Via: Richard Carey > Digital Media - UC Berkely Study: Gameplay Shown to Raise Kids IQ
Richard Carey reports on his latest post the study conducted by Dr. Silvia Bunge, a neuroscientist at UC Berkley, concluding that some video games help enhance kids' reasoning and processing skills. Findings even yielded that some games helped in raising kids' IQ points.
Dr. Silvia Bunge, a neuroscientist at UC Berkeley, has long been interested in understanding the development of children’s intelligence. She’s been measuring kids’ intelligence and scanning their brains for several years in order to understand what exactly makes some brains function better than others. This has given her unique insight into the mental processes kids are capable of, and how to test for it. Last year, Bunge and her graduate students decided to see if they could train up, or sharpen, children’s minds. Their study might sound remarkably simple, but the results have been flat-out astonishing.
Dr. Bunge and her team went to an Oakland elementary school, where its history of low state test scores made them a suitable place to conduct the study. The kids' IQ averaged at 90, while their brain speed was measured to be at the 27th percentile. Background-wise, their parents were mostly high school dropouts. These are the kind of demographics that their objective seeks to address.
They selected games that required specific mental functions since they'd be giving a mental workout, if you may, for exercising forethought, planning, comparisons, and logical integration. Among the games selected were Rush Hour and Qwirkle. For the Nintendo DS, Picross and Big Brain Academy were put to the test.
Twice a week, the kids played the games for an hour and fifteen minutes. Every fifteen minutes the kids moved to a new table, to make sure their brains always had something new to figure out. (The neuroscientists thought it was important the sessions remained fun.)
After eight weeks, they ran some tests, and found that the kids' reasoning scores improved by 32% - in terms of IQ, that would be a sizable 13-point IQ gain. Typically, a year of school raises a child's IQ by 12 points on average - Bunge and her team were able to beat that with gaming sessions that total only 20 hours.
The study is reported by Po Bronson and Ashley Merryman in their Newsweek blog NurtureShock, under the post New Research: $13 Christmas gifts = 13 point gain in kids’ IQ.
Here is the full article!
New Research: $13 Christmas gifts = 13 point gain in kids’ IQ
Shoppers, you might want to redo your gift list after you read this.
Dr. Silvia Bunge, a neuroscientist at UC Berkeley, has long been interested in understanding the development of children’s intelligence. She’s been measuring kids’ intelligence and scanning their brains for several years in order to understand what exactly makes some brains function better than others. This has given her unique insight into the mental processes kids are capable of, and how to test for it. Last year, Bunge and her graduate students decided to see if they could train up, or sharpen, children’s minds. Their study might sound remarkably simple, but the results have been flat-out astonishing.
First, they went looking for off-the-shelf board games, card games, and video games that demanded distinct mental functions. One group of these games was chosen because they’d give children’s reasoning ability a workout – these games require forethought, planning, comparisons and logical integration. The games chosen were card games like SET, the traffic-jam puzzle Rush Hour, and Qwirkle, a cross between Dominos and Scrabble. For the Nintendo DS, they chose Picross and Big Brain Academy. There were also two games for the computer – one called Azada, another called Chocolate Fix.
Bunge’s team brought the games to an elementary school in Oakland with historically low state test scores. The researchers asked some second, third and fourth graders to stay after school to play. The kids’ IQ averaged a 90, and their brain speed (a subtest of intelligence) ranked them at only the 27th percentile. The children’s parents, on average, were high-school dropouts. These were the kids every education policy hopes to target, and every thought leader has an opinion on how to improve.
Twice a week, the kids played the games for an hour and fifteen minutes. Every fifteen minutes the kids moved to a new table, to make sure their brains always had something new to figure out. (The neuroscientists thought it was important the sessions remained fun.)
After just eight weeks – twenty total hours of game playing – Bunge’s team retested the children’s intelligence. They were specifically interested in the kids’ reasoning ability. According to the classic theories of intelligence, reasoning ability is considered both the core element of intelligence and also the hardest to change. Allyson Mackey, Bunge’s graduate student who supervised the study, thought she might see gains of 3 to 6 points, at most.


■ **Work instruction**:
From the first line to the last, give the records again exactly.

——————

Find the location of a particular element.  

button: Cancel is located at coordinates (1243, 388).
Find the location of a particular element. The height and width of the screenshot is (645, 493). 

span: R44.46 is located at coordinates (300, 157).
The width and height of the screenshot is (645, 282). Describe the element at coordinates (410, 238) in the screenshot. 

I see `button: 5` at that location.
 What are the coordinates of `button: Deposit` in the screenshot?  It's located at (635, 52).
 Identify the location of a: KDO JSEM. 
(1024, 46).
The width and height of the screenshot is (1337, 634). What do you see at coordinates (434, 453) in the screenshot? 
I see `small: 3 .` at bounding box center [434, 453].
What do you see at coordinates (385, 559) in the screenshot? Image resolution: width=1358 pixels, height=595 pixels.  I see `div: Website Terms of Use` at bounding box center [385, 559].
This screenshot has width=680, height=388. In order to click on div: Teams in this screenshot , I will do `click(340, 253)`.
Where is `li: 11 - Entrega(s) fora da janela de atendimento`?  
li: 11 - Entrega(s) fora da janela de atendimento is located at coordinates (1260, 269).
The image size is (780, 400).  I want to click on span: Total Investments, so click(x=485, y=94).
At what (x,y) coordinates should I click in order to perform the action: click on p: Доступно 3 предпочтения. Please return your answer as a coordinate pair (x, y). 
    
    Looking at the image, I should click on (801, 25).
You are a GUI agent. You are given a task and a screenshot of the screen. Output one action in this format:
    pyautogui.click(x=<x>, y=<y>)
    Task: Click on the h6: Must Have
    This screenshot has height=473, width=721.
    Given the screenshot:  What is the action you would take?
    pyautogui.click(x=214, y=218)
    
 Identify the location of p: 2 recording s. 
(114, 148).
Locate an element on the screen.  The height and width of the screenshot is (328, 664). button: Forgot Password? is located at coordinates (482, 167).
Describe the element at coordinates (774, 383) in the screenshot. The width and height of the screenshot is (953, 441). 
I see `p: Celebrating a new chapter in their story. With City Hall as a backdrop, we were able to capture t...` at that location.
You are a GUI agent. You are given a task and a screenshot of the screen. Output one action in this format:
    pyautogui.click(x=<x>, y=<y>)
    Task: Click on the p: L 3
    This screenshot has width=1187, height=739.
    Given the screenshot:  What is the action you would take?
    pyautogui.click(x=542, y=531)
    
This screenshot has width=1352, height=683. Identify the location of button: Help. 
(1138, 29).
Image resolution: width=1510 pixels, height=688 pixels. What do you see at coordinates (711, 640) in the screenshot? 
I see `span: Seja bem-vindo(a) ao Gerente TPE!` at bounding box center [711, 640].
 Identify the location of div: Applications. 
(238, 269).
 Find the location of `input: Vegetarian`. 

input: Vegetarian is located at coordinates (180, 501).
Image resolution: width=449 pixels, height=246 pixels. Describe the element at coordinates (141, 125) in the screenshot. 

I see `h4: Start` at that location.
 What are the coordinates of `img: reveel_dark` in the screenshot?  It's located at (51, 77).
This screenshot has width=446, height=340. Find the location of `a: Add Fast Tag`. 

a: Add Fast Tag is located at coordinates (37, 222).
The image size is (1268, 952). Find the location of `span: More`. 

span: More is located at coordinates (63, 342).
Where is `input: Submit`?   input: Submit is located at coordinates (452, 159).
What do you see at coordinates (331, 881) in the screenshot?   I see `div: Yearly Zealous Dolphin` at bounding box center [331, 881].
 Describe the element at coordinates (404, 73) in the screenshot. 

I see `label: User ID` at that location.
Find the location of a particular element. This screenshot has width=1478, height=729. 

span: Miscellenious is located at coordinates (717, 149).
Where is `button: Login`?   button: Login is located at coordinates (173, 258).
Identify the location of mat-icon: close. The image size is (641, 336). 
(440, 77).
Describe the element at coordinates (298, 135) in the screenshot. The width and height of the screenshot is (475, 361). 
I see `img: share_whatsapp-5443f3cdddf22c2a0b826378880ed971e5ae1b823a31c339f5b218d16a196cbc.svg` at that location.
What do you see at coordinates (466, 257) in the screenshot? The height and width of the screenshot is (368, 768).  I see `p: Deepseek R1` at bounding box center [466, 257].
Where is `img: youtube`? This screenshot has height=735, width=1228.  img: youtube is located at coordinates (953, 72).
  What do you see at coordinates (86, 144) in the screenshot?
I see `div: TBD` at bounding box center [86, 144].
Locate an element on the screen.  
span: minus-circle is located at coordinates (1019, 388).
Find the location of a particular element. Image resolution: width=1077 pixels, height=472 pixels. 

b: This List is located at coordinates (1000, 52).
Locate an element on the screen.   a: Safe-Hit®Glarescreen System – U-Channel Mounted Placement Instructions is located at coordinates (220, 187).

——————

■ **Answer section**:
Find the location of a particular element.  

button: Cancel is located at coordinates (1243, 388).
Find the location of a particular element. The height and width of the screenshot is (645, 493). 

span: R44.46 is located at coordinates (300, 157).
The width and height of the screenshot is (645, 282). Describe the element at coordinates (410, 238) in the screenshot. 

I see `button: 5` at that location.
 What are the coordinates of `button: Deposit` in the screenshot?  It's located at (635, 52).
 Identify the location of a: KDO JSEM. 
(1024, 46).
The width and height of the screenshot is (1337, 634). What do you see at coordinates (434, 453) in the screenshot? 
I see `small: 3 .` at bounding box center [434, 453].
What do you see at coordinates (385, 559) in the screenshot? Image resolution: width=1358 pixels, height=595 pixels.  I see `div: Website Terms of Use` at bounding box center [385, 559].
This screenshot has width=680, height=388. In order to click on div: Teams in this screenshot , I will do `click(340, 253)`.
Where is `li: 11 - Entrega(s) fora da janela de atendimento`?  
li: 11 - Entrega(s) fora da janela de atendimento is located at coordinates (1260, 269).
The image size is (780, 400).  I want to click on span: Total Investments, so click(x=485, y=94).
At what (x,y) coordinates should I click in order to perform the action: click on p: Доступно 3 предпочтения. Please return your answer as a coordinate pair (x, y). 
    
    Looking at the image, I should click on (801, 25).
You are a GUI agent. You are given a task and a screenshot of the screen. Output one action in this format:
    pyautogui.click(x=<x>, y=<y>)
    Task: Click on the h6: Must Have
    This screenshot has height=473, width=721.
    Given the screenshot:  What is the action you would take?
    pyautogui.click(x=214, y=218)
    
 Identify the location of p: 2 recording s. 
(114, 148).
Locate an element on the screen.  The height and width of the screenshot is (328, 664). button: Forgot Password? is located at coordinates (482, 167).
Describe the element at coordinates (774, 383) in the screenshot. The width and height of the screenshot is (953, 441). 
I see `p: Celebrating a new chapter in their story. With City Hall as a backdrop, we were able to capture t...` at that location.
You are a GUI agent. You are given a task and a screenshot of the screen. Output one action in this format:
    pyautogui.click(x=<x>, y=<y>)
    Task: Click on the p: L 3
    This screenshot has width=1187, height=739.
    Given the screenshot:  What is the action you would take?
    pyautogui.click(x=542, y=531)
    
This screenshot has width=1352, height=683. Identify the location of button: Help. 
(1138, 29).
Image resolution: width=1510 pixels, height=688 pixels. What do you see at coordinates (711, 640) in the screenshot? 
I see `span: Seja bem-vindo(a) ao Gerente TPE!` at bounding box center [711, 640].
 Identify the location of div: Applications. 
(238, 269).
 Find the location of `input: Vegetarian`. 

input: Vegetarian is located at coordinates (180, 501).
Image resolution: width=449 pixels, height=246 pixels. Describe the element at coordinates (141, 125) in the screenshot. 

I see `h4: Start` at that location.
 What are the coordinates of `img: reveel_dark` in the screenshot?  It's located at (51, 77).
This screenshot has width=446, height=340. Find the location of `a: Add Fast Tag`. 

a: Add Fast Tag is located at coordinates (37, 222).
The image size is (1268, 952). Find the location of `span: More`. 

span: More is located at coordinates (63, 342).
Where is `input: Submit`?   input: Submit is located at coordinates (452, 159).
What do you see at coordinates (331, 881) in the screenshot?   I see `div: Yearly Zealous Dolphin` at bounding box center [331, 881].
 Describe the element at coordinates (404, 73) in the screenshot. 

I see `label: User ID` at that location.
Find the location of a particular element. This screenshot has width=1478, height=729. 

span: Miscellenious is located at coordinates (717, 149).
Where is `button: Login`?   button: Login is located at coordinates (173, 258).
Identify the location of mat-icon: close. The image size is (641, 336). 
(440, 77).
Describe the element at coordinates (298, 135) in the screenshot. The width and height of the screenshot is (475, 361). 
I see `img: share_whatsapp-5443f3cdddf22c2a0b826378880ed971e5ae1b823a31c339f5b218d16a196cbc.svg` at that location.
What do you see at coordinates (466, 257) in the screenshot? The height and width of the screenshot is (368, 768).  I see `p: Deepseek R1` at bounding box center [466, 257].
Where is `img: youtube`? This screenshot has height=735, width=1228.  img: youtube is located at coordinates (953, 72).
  What do you see at coordinates (86, 144) in the screenshot?
I see `div: TBD` at bounding box center [86, 144].
Locate an element on the screen.  
span: minus-circle is located at coordinates (1019, 388).
Find the location of a particular element. Image resolution: width=1077 pixels, height=472 pixels. 

b: This List is located at coordinates (1000, 52).
Locate an element on the screen.   a: Safe-Hit®Glarescreen System – U-Channel Mounted Placement Instructions is located at coordinates (220, 187).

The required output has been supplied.